The table below summarizes the four sets of carbon tax recommendations:
Source | Initial tax, $/tonCO2 | Annual Tax Increment | Tax Rate in 10 yrs | Tax Rate in 20 yrs |
Revenue treatment |
Nordhaus | $7.40 | 2 – 3% | $9 – 11 | $11-13 |
offsets for poor, low-carbon energy R&D, assistance for LDCs |
Metcalf | $16.60 | 0 | $16.6 | 16.6 | payroll tax shift |
Shapiro | $15 | $2 | $35 | $55 | payroll tax shift |
Carbon Tax Center | $10 | $10 | $100 | $100-200 | payroll tax shift/dividend |
All four sources propose starting with modest carbon taxes. CTC recommends predictable, step-wise increases to create clear expectations, while two others recommend gradual increases but concede that adjustments in carbon tax rates may be needed to meet emissions targets.

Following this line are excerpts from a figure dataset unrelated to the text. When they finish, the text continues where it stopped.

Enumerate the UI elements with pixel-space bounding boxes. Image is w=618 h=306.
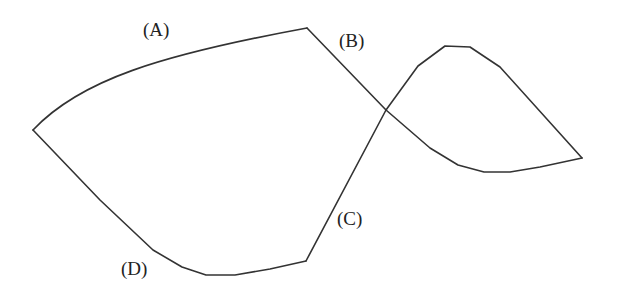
- label-b: (B): [339, 31, 364, 50]
- label-d: (D): [121, 259, 147, 278]
- diagram-canvas: [0, 0, 618, 306]
- label-a: (A): [143, 20, 169, 39]
- curve-d: [33, 130, 306, 275]
- curve-a: [33, 28, 307, 130]
- label-c: (C): [337, 209, 362, 228]
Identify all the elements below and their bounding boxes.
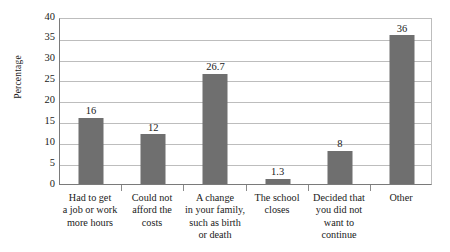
category-label-3: A changein your family,such as birthor d… bbox=[177, 192, 253, 242]
y-tick-25: 25 bbox=[33, 74, 55, 84]
y-axis-title: Percentage bbox=[13, 32, 23, 122]
bar-other[interactable] bbox=[389, 35, 414, 184]
category-label-line: Other bbox=[367, 192, 435, 204]
bar-decided-not-continue[interactable] bbox=[327, 151, 352, 184]
bar-had-to-get-a-job[interactable] bbox=[79, 118, 104, 184]
plot-area: 16 12 26.7 1.3 8 36 bbox=[59, 18, 432, 185]
bar-chart-figure: Percentage 40 35 30 25 20 15 10 5 0 16 1… bbox=[0, 0, 450, 252]
y-tick-40: 40 bbox=[33, 12, 55, 22]
y-tick-15: 15 bbox=[33, 116, 55, 126]
bar-slot-2: 12 bbox=[122, 19, 184, 184]
bar-school-closes[interactable] bbox=[265, 179, 290, 184]
bar-value-2: 12 bbox=[148, 122, 159, 133]
category-label-1: Had to geta job or workmore hours bbox=[53, 192, 127, 229]
category-label-line: or death bbox=[177, 229, 253, 241]
category-label-line: Had to get bbox=[53, 192, 127, 204]
bar-value-6: 36 bbox=[397, 23, 408, 34]
category-tick-5 bbox=[370, 185, 371, 191]
category-label-line: a job or work bbox=[53, 204, 127, 216]
bar-could-not-afford[interactable] bbox=[141, 134, 166, 184]
category-label-line: you did not bbox=[303, 204, 375, 216]
y-tick-20: 20 bbox=[33, 95, 55, 105]
bar-value-3: 26.7 bbox=[206, 61, 224, 72]
category-tick-2 bbox=[183, 185, 184, 191]
y-tick-0: 0 bbox=[33, 179, 55, 189]
category-label-line: want to bbox=[303, 217, 375, 229]
bar-change-in-family[interactable] bbox=[203, 74, 228, 184]
bar-value-5: 8 bbox=[337, 138, 342, 149]
bar-slot-5: 8 bbox=[309, 19, 371, 184]
category-label-6: Other bbox=[367, 192, 435, 204]
bar-value-1: 16 bbox=[86, 105, 97, 116]
category-label-5: Decided thatyou did notwant tocontinue bbox=[303, 192, 375, 242]
category-tick-4 bbox=[308, 185, 309, 191]
x-axis-category-labels: Had to geta job or workmore hours Could … bbox=[59, 192, 432, 252]
bar-slot-4: 1.3 bbox=[247, 19, 309, 184]
category-label-line: The school bbox=[243, 192, 311, 204]
y-tick-35: 35 bbox=[33, 32, 55, 42]
category-label-line: closes bbox=[243, 204, 311, 216]
bar-slot-3: 26.7 bbox=[184, 19, 246, 184]
bar-slot-1: 16 bbox=[60, 19, 122, 184]
bar-series: 16 12 26.7 1.3 8 36 bbox=[60, 19, 431, 184]
category-tick-1 bbox=[121, 185, 122, 191]
category-label-line: in your family, bbox=[177, 204, 253, 216]
y-axis-tick-labels: 40 35 30 25 20 15 10 5 0 bbox=[26, 0, 55, 252]
category-label-line: A change bbox=[177, 192, 253, 204]
category-label-line: Decided that bbox=[303, 192, 375, 204]
category-label-line: more hours bbox=[53, 217, 127, 229]
y-tick-10: 10 bbox=[33, 137, 55, 147]
bar-value-4: 1.3 bbox=[271, 166, 284, 177]
category-label-line: continue bbox=[303, 229, 375, 241]
category-tick-3 bbox=[246, 185, 247, 191]
y-tick-30: 30 bbox=[33, 53, 55, 63]
y-tick-5: 5 bbox=[33, 158, 55, 168]
bar-slot-6: 36 bbox=[371, 19, 433, 184]
category-label-line: such as birth bbox=[177, 217, 253, 229]
category-label-4: The schoolcloses bbox=[243, 192, 311, 217]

Two recommend that a fraction of carbon tax revenue be devoted to research and development of low-carbon energy. All recommend "recycling" most or all carbon tax revenue over targeted subsidies to energy industries, because price signals would more effectively spur individuals and firms to develop and implement conservation and alternative energy technologies. "Revenue recycling" would improve the overall efficiency of the economy and provide stimulus that could more than offset income effects of a carbon tax on middle- and low-income families, always a salient point but particularly now, as a deep recession looms.